Analysis: The Court reiterated the settled law that an advocate who has accepted a brief must attend court and cannot refuse to appear merely because of a strike or boycott call. A lawyer's participation in a strike is unprofessional and disruptive of the administration of justice. Courts are not obliged to adjourn matters because lawyers are on strike, and they retain supervisory control over conduct in court. The Court also reaffirmed that Bar Councils are expected to uphold the dignity of the profession and, when informed of contumacious or unbecoming conduct, must act in accordance with law. A call for strike or boycott by Bar Councils or Bar Associations is impermissible, and requisitions for meetings to consider such calls are to be ignored. In appropriate cases, courts may also impose costs on advocates who abstain from appearance pursuant to strike calls.

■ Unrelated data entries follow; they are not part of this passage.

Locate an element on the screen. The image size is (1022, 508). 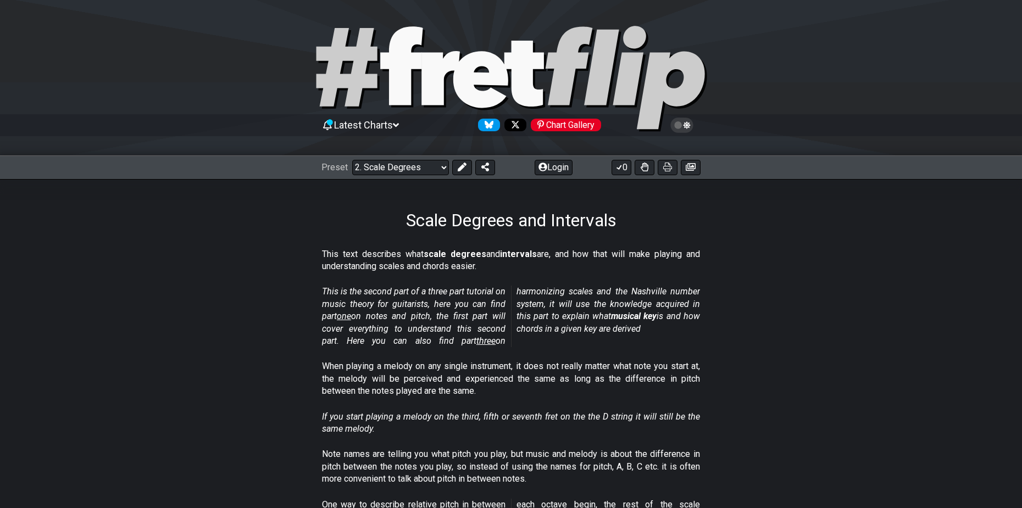
h1: Scale Degrees and Intervals is located at coordinates (511, 220).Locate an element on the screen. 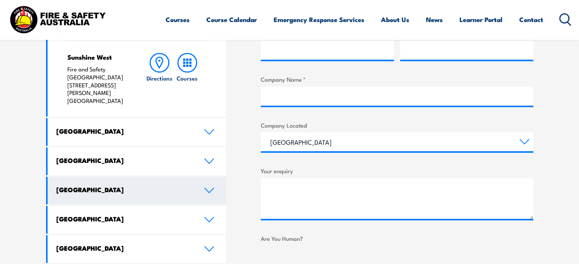 The image size is (579, 264). label: Company Name is located at coordinates (397, 79).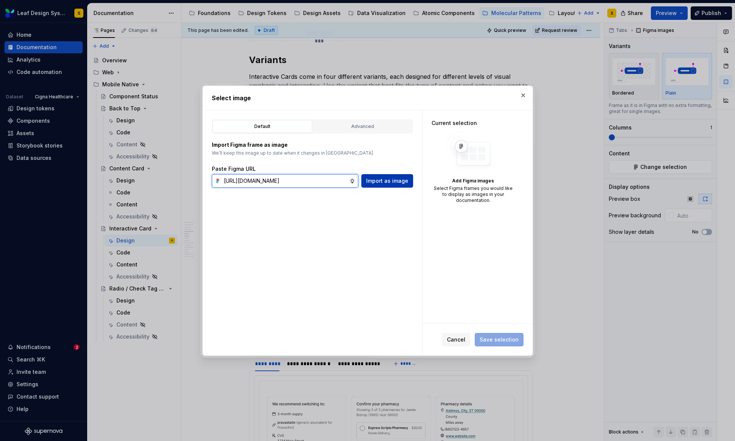 The image size is (735, 441). I want to click on div: Advanced, so click(362, 127).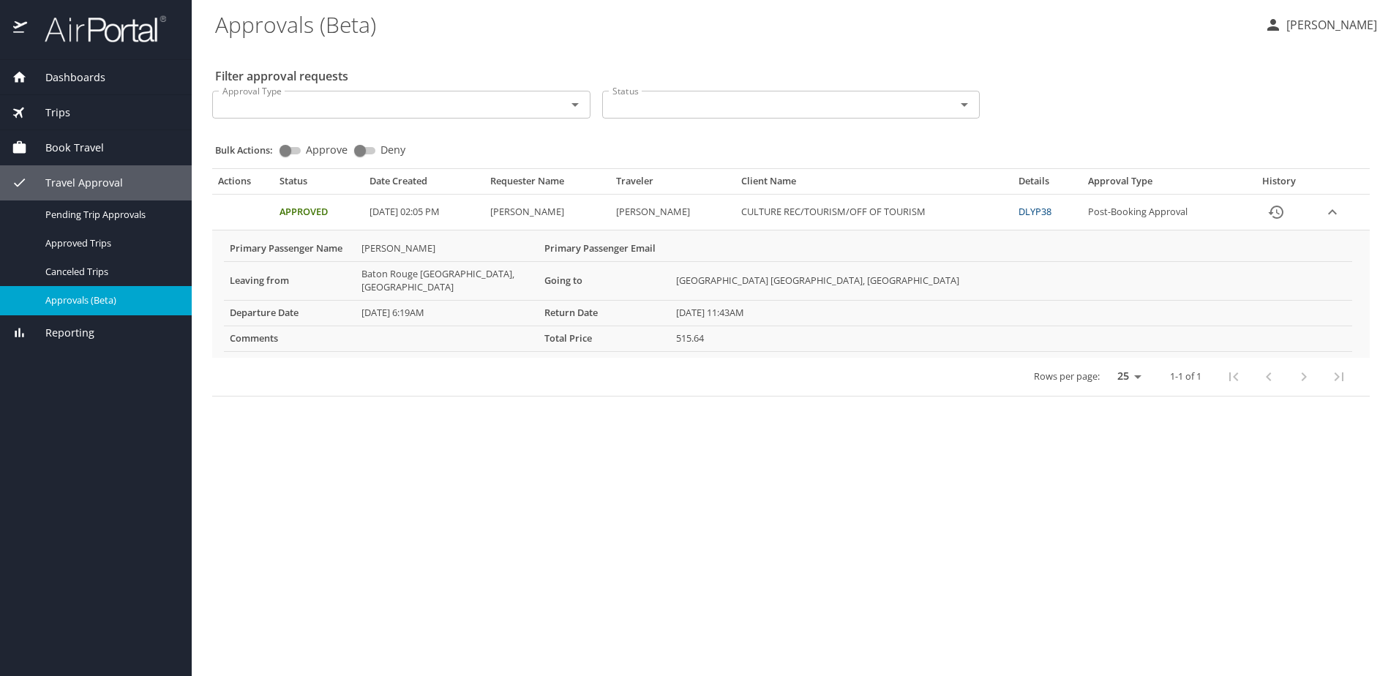 The height and width of the screenshot is (676, 1399). What do you see at coordinates (48, 113) in the screenshot?
I see `span: Trips` at bounding box center [48, 113].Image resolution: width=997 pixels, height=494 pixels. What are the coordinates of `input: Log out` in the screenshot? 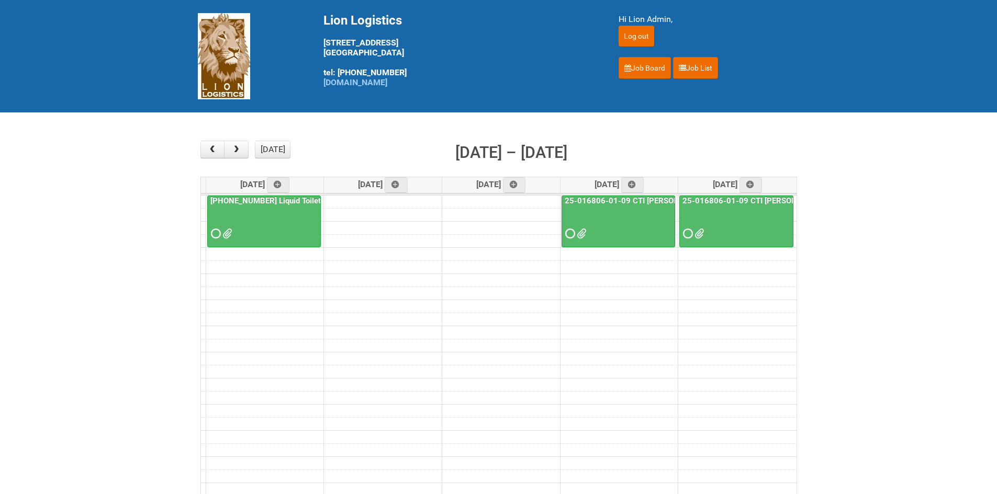 It's located at (636, 36). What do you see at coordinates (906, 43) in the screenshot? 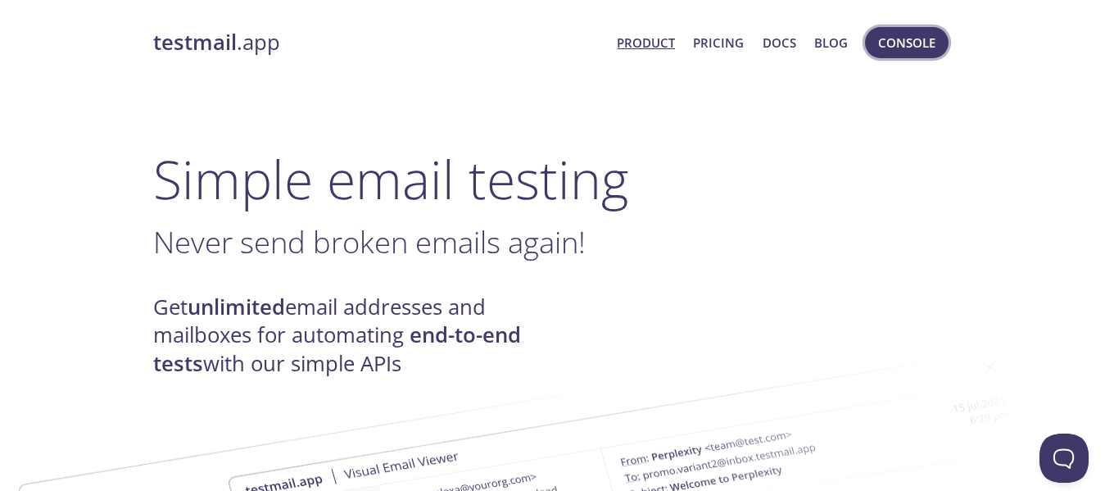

Conclusion: Lawyers have no right to go on strike or give a call for boycott, no advocate can be penalised for refusing to join a strike, Bar Councils must not support such calls and must take disciplinary action where warranted, and Courts may proceed with work and impose costs against defaulting advocates.
Ratio Decidendi: The right of an advocate to practice does not include a right to strike or boycott court work, and the control of conduct inside court remains with the Courts, while Bar Councils must act against unprofessional conduct that undermines the administration of justice.